Finlayson, Mark A.
Automated Neural Patent Landscaping in the Small Data Regime
Erana, Tisa Islam, Finlayson, Mark A.
In its simplest form, patent landscaping is the process of identifying all patents that are related to a particular technology or technology area. Patent landscapes are useful for a number of activities: it is important for assessing the coverage, value, or context of particular pieces of intellectual property, or for understanding the direction, speed, or concentration of innovation in a particular industry Hunt et al. [2007]. For example, companies create patent landscapes to evaluate the risks posed by competitors in a particular technology space, or to decide whether and how much to invest in pursuing particular innovations. Patent offices and economic monitoring organizations use patent landscapes to evaluate how a particular technology is affecting or might affect the economy, for example, how much economic investment is underway in a technology, how much economic value has been generated, or how many industries or companies are supported by a particular technology. Governments, in turn, can use that information to implement technology policies, for example, deciding whether to steer investment or tax incentives to companies working in particular areas (e.g., AI or green technologies). While the simplest form of patent landscaping merely identifies which patents are related to a particular area, other more sophisticated forms of patent landscaping can seek to identify how different subareas of a technology area are related, which companies or inventor groups are the most prolific, what regions are involved, or what specific types of innovations are the focus of current development.
Building on Word Animacy to Determine Coreference Chain Animacy in Cultural Narratives
Jahan, Labiba (Florida International University) | Chauhan, Geeticka (Florida International University) | Finlayson, Mark A. (Florida International University)

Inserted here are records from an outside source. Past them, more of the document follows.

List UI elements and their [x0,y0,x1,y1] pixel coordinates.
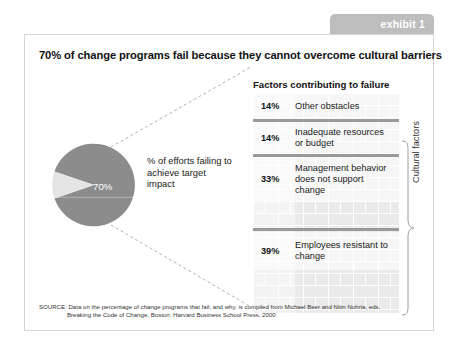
factor-row: 14% Inadequate resources or budget [253,122,399,154]
source-line-2: Breaking the Code of Change, Boston: Har… [39,311,423,319]
factor-label: Employees resistant to change [295,240,399,262]
factor-label: Management behavior does not support cha… [295,163,399,196]
source-note: SOURCE: Data on the percentage of change… [39,303,423,319]
exhibit-stage: exhibit 1 70% of change programs fail be… [0,0,458,354]
exhibit-tab: exhibit 1 [330,14,434,34]
cultural-factors-label: Cultural factors [411,121,421,183]
exhibit-tab-label: exhibit 1 [381,18,425,30]
factors-heading: Factors contributing to failure [253,79,389,90]
factor-row: 33% Management behavior does not support… [253,157,399,201]
connector-line-top [111,67,251,147]
page-title: 70% of change programs fail because they… [39,49,442,61]
factor-percent: 14% [253,101,295,111]
exhibit-card: 70% of change programs fail because they… [24,34,434,331]
factor-label: Other obstacles [295,101,365,112]
factor-percent: 33% [253,174,295,184]
row-divider-3 [253,228,399,231]
pie-svg: 70% [50,141,138,229]
factor-row: 39% Employees resistant to change [253,232,399,270]
factor-label: Inadequate resources or budget [295,127,399,149]
factor-percent: 14% [253,133,295,143]
source-line-1: SOURCE: Data on the percentage of change… [39,303,380,310]
factor-row: 14% Other obstacles [253,93,399,119]
connector-line-bottom [111,225,251,307]
pie-legend-text: % of efforts failing to achieve target i… [147,155,233,190]
pie-chart: 70% [50,141,138,229]
factors-panel: 14% Other obstacles 14% Inadequate resou… [253,93,399,313]
pie-center-label: 70% [93,181,113,192]
factor-percent: 39% [253,246,295,256]
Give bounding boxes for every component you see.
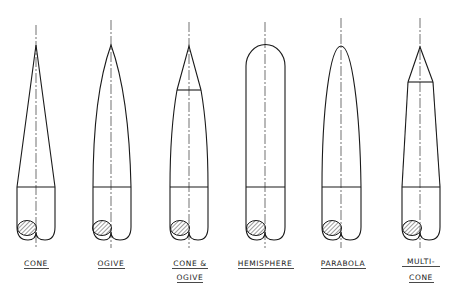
section-hatch xyxy=(403,221,422,236)
section-hatch xyxy=(247,221,266,236)
shape-multi-cone xyxy=(402,18,440,248)
nose-outline xyxy=(322,46,361,187)
ogive-right xyxy=(201,90,208,187)
label-cone-ogive-line2: OGIVE xyxy=(177,273,204,282)
shape-hemisphere xyxy=(246,22,285,248)
section-hatch xyxy=(323,221,342,236)
ogive-left xyxy=(170,90,177,187)
nose-outline xyxy=(246,44,285,187)
label-ogive: OGIVE xyxy=(98,259,125,268)
label-cone-ogive-line1: CONE & xyxy=(173,259,206,268)
labels: CONE OGIVE CONE & OGIVE HEMISPHERE PARAB… xyxy=(24,257,440,283)
shape-cone xyxy=(17,25,55,248)
shape-parabola xyxy=(322,18,361,248)
shape-ogive xyxy=(93,20,132,248)
second-cone-left xyxy=(402,82,408,187)
label-multi-cone-line1: MULTI- xyxy=(407,257,435,266)
tip-cone-outline xyxy=(408,47,433,82)
shape-cone-ogive xyxy=(170,22,208,248)
nose-shapes-diagram: CONE OGIVE CONE & OGIVE HEMISPHERE PARAB… xyxy=(0,0,452,290)
label-multi-cone-line2: CONE xyxy=(409,273,433,282)
label-parabola: PARABOLA xyxy=(321,259,366,268)
section-hatch xyxy=(18,221,37,236)
second-cone-right xyxy=(433,82,440,187)
section-hatch xyxy=(93,221,112,236)
label-hemisphere: HEMISPHERE xyxy=(238,259,293,268)
section-hatch xyxy=(171,221,190,236)
label-cone: CONE xyxy=(24,259,48,268)
nose-outline xyxy=(93,45,131,187)
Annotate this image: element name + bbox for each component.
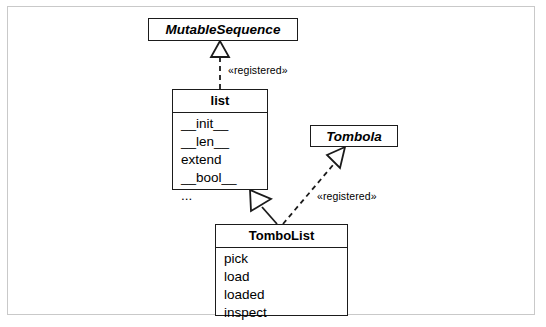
- class-member: ...: [181, 187, 267, 205]
- class-name-tombola: Tombola: [311, 126, 397, 148]
- class-member: load: [224, 268, 347, 286]
- edge-label-registered-tombola: «registered»: [317, 190, 377, 202]
- class-member: pick: [224, 250, 347, 268]
- class-members-tombolist: pick load loaded inspect: [216, 248, 347, 324]
- class-box-tombolist[interactable]: TomboList pick load loaded inspect: [215, 224, 348, 316]
- class-member: __bool__: [181, 169, 267, 187]
- class-name-mutablesequence: MutableSequence: [149, 19, 297, 42]
- class-member: inspect: [224, 304, 347, 322]
- edge-label-registered-mutablesequence: «registered»: [228, 64, 288, 76]
- class-member: loaded: [224, 286, 347, 304]
- class-box-mutablesequence[interactable]: MutableSequence: [148, 18, 298, 41]
- solid-line: [262, 207, 277, 224]
- class-member: __init__: [181, 115, 267, 133]
- class-member: __len__: [181, 133, 267, 151]
- class-name-list: list: [173, 90, 267, 113]
- class-box-list[interactable]: list __init__ __len__ extend __bool__ ..…: [172, 89, 268, 190]
- uml-diagram-figure: MutableSequence --> list --> Tombola -->…: [0, 0, 546, 327]
- connector-list-to-mutablesequence: [211, 41, 229, 89]
- class-member: extend: [181, 151, 267, 169]
- hollow-triangle-arrowhead: [327, 147, 345, 168]
- class-members-list: __init__ __len__ extend __bool__ ...: [173, 113, 267, 207]
- class-name-tombolist: TomboList: [216, 225, 347, 248]
- hollow-triangle-arrowhead: [211, 41, 229, 57]
- connector-tombolist-to-tombola: [283, 147, 345, 224]
- class-box-tombola[interactable]: Tombola: [310, 125, 398, 147]
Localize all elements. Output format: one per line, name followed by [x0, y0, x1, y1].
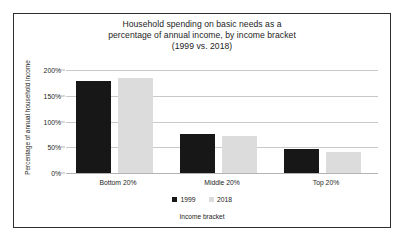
y-axis-title: Percentage of annual household income [24, 54, 31, 182]
chart-title-line-2: percentage of annual income, by income b… [14, 30, 390, 41]
chart-title-line-3: (1999 vs. 2018) [14, 41, 390, 52]
x-category-label-1: Middle 20% [170, 179, 274, 186]
bar-group-bottom-20: Bottom 20% [66, 70, 170, 173]
y-tick-label-0: 0% [51, 170, 61, 177]
bar-group-top-20: Top 20% [274, 70, 378, 173]
bar-1999-middle-20[interactable] [180, 134, 215, 173]
bar-2018-middle-20[interactable] [222, 136, 257, 173]
legend-item-2018[interactable]: 2018 [209, 196, 233, 203]
bar-2018-top-20[interactable] [326, 152, 361, 173]
bar-2018-bottom-20[interactable] [118, 78, 153, 173]
chart-legend: 1999 2018 [14, 196, 390, 203]
chart-title-line-1: Household spending on basic needs as a [14, 19, 390, 30]
y-tick-label-150: 150% [44, 92, 61, 99]
y-tick-dash-100 [61, 121, 65, 122]
bar-1999-top-20[interactable] [284, 149, 319, 173]
x-category-label-2: Top 20% [274, 179, 378, 186]
x-axis-title: Income bracket [14, 213, 390, 220]
y-tick-label-200: 200% [44, 67, 61, 74]
legend-label-2018: 2018 [217, 196, 232, 203]
plot-area: 200% 150% 100% 50% 0% Bottom 20% Middle … [66, 70, 378, 173]
y-tick-dash-150 [61, 95, 65, 96]
x-category-label-0: Bottom 20% [66, 179, 170, 186]
y-tick-label-50: 50% [47, 144, 61, 151]
legend-swatch-icon-1999 [172, 197, 177, 202]
legend-item-1999[interactable]: 1999 [172, 196, 196, 203]
chart-figure-frame: Household spending on basic needs as a p… [13, 13, 391, 228]
y-tick-dash-0 [61, 173, 65, 174]
chart-title: Household spending on basic needs as a p… [14, 19, 390, 53]
legend-label-1999: 1999 [180, 196, 195, 203]
legend-swatch-icon-2018 [209, 197, 214, 202]
y-tick-label-100: 100% [44, 118, 61, 125]
bar-1999-bottom-20[interactable] [76, 81, 111, 173]
bars-layer: Bottom 20% Middle 20% Top 20% [66, 70, 378, 173]
y-tick-dash-50 [61, 147, 65, 148]
y-tick-dash-200 [61, 70, 65, 71]
gridline-baseline-0 [66, 173, 378, 174]
bar-group-middle-20: Middle 20% [170, 70, 274, 173]
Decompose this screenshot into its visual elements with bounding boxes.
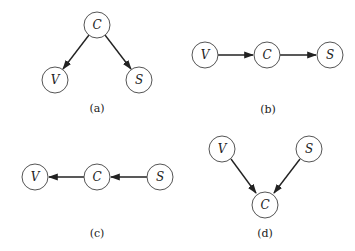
node-s: S bbox=[317, 42, 343, 68]
node-c: C bbox=[252, 192, 278, 218]
caption-c: (c) bbox=[90, 227, 105, 240]
node-s: S bbox=[126, 67, 152, 93]
svg-text:V: V bbox=[201, 48, 211, 62]
node-s: S bbox=[296, 136, 322, 162]
edge-s-to-c bbox=[274, 159, 300, 193]
node-v: V bbox=[22, 164, 48, 190]
node-v: V bbox=[192, 42, 218, 68]
node-s: S bbox=[147, 164, 173, 190]
node-v: V bbox=[42, 67, 68, 93]
caption-d: (d) bbox=[257, 227, 273, 240]
svg-text:C: C bbox=[92, 18, 101, 32]
diagram-d: V S C (d) bbox=[209, 136, 322, 240]
edge-c-to-s bbox=[105, 35, 131, 69]
svg-text:S: S bbox=[326, 48, 334, 62]
edge-v-to-c bbox=[231, 159, 256, 193]
caption-b: (b) bbox=[260, 103, 276, 116]
svg-text:C: C bbox=[260, 198, 269, 212]
diagram-canvas: C V S (a) V C S (b) V C S (c) V S C (d) bbox=[0, 0, 355, 251]
svg-text:C: C bbox=[262, 48, 271, 62]
svg-text:S: S bbox=[305, 142, 313, 156]
edge-c-to-v bbox=[63, 35, 89, 69]
caption-a: (a) bbox=[89, 102, 104, 115]
diagram-b: V C S (b) bbox=[192, 42, 343, 116]
svg-text:V: V bbox=[51, 73, 61, 87]
diagram-c: V C S (c) bbox=[22, 164, 173, 240]
svg-text:S: S bbox=[135, 73, 143, 87]
svg-text:S: S bbox=[156, 170, 164, 184]
node-c: C bbox=[84, 164, 110, 190]
node-c: C bbox=[254, 42, 280, 68]
svg-text:C: C bbox=[92, 170, 101, 184]
diagram-a: C V S (a) bbox=[42, 12, 152, 115]
svg-text:V: V bbox=[31, 170, 41, 184]
diagram-svg: C V S (a) V C S (b) V C S (c) V S C (d) bbox=[0, 0, 355, 251]
svg-text:V: V bbox=[218, 142, 228, 156]
node-c: C bbox=[84, 12, 110, 38]
node-v: V bbox=[209, 136, 235, 162]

Animacy is the characteristic of being able to independently carry out actions in a story world (e.g., movement, communication). It is a necessary property of characters in stories, and so detecting animacy is an important step in automatic story understanding. Prior approaches to animacy detection have conceived of animacy as a word- or phrase-level property, without explicitly connecting it to characters. In this work we compute the animacy of referring expressions using a statistical approach incorporating features such as word embeddings on referring expression, noun, grammatical subject and semantic roles. We then compute the animacy of coreference chains via a majority vote of the animacy of the chain's constituent referring expressions. We also reimplement prior approaches to word-level animacy to compare performance. We demonstrate these results on a small set of folktales with gold-standard annotations for coreference structure and animacy (15 Russian folktales translated into English). Folktales present an interesting challenge because they often involve characters who are members of traditionally inanimate classes (e.g., stoves that walk, tree that talk). We achieve an F1 measure 0.90 for the referring expression animacy model, and 0.86 for the coreference chain model. We discuss several ways in which we anticipate these results may be improved in future work.
Preface: Computational Models of Narrative
Finlayson, Mark A. (Massachusetts Institute of Technology) | Gervas, Pablo (Universidad Complutense de Madrid) | Mueller, Erik (IBM) | Narayanan, Srini (University of California, Berkeley) | Winston, Patrick H. (Massachusetts Institute of Technology)
Narratives are ubiquitous in human experience. We use them - What comprises the set of possible narrative arcs? Is there to educate, communicate, convince, explain, and entertain. How many possible story lines are there? Is As far as we know, every society in the world has narratives, there a recipe (à la Joseph Campbell or Vladimir Propp) which suggests they are rooted in our psychology and serve for generating narratives? an important cognitive function: that narratives do something - What are the appropriate representations of narrative?
Computational Models of Narrative: Review of a Workshop
Finlayson, Mark A. (Massachusetts Institute of Technology) | Richards, Whitman (Massachusetts Institute of Technology) | Winston, Patrick Henry (Massachusetts Institute of Technology)
On October 8-10, 2009 an interdisciplinary group met at the Wylie Center in Beverley, Massachusetts to evaluate the state of the art in the computational modeling of narrative. Three important findings emerged: (1) current work in computational modeling is described by three different levels of representation; (2) there is a paucity of studies at the highest, most abstract level aimed at inferring the meaning or message of the narrative; and (3) there is a need to establish a standard data bank of annotated narratives, analogous to the Penn Treebank.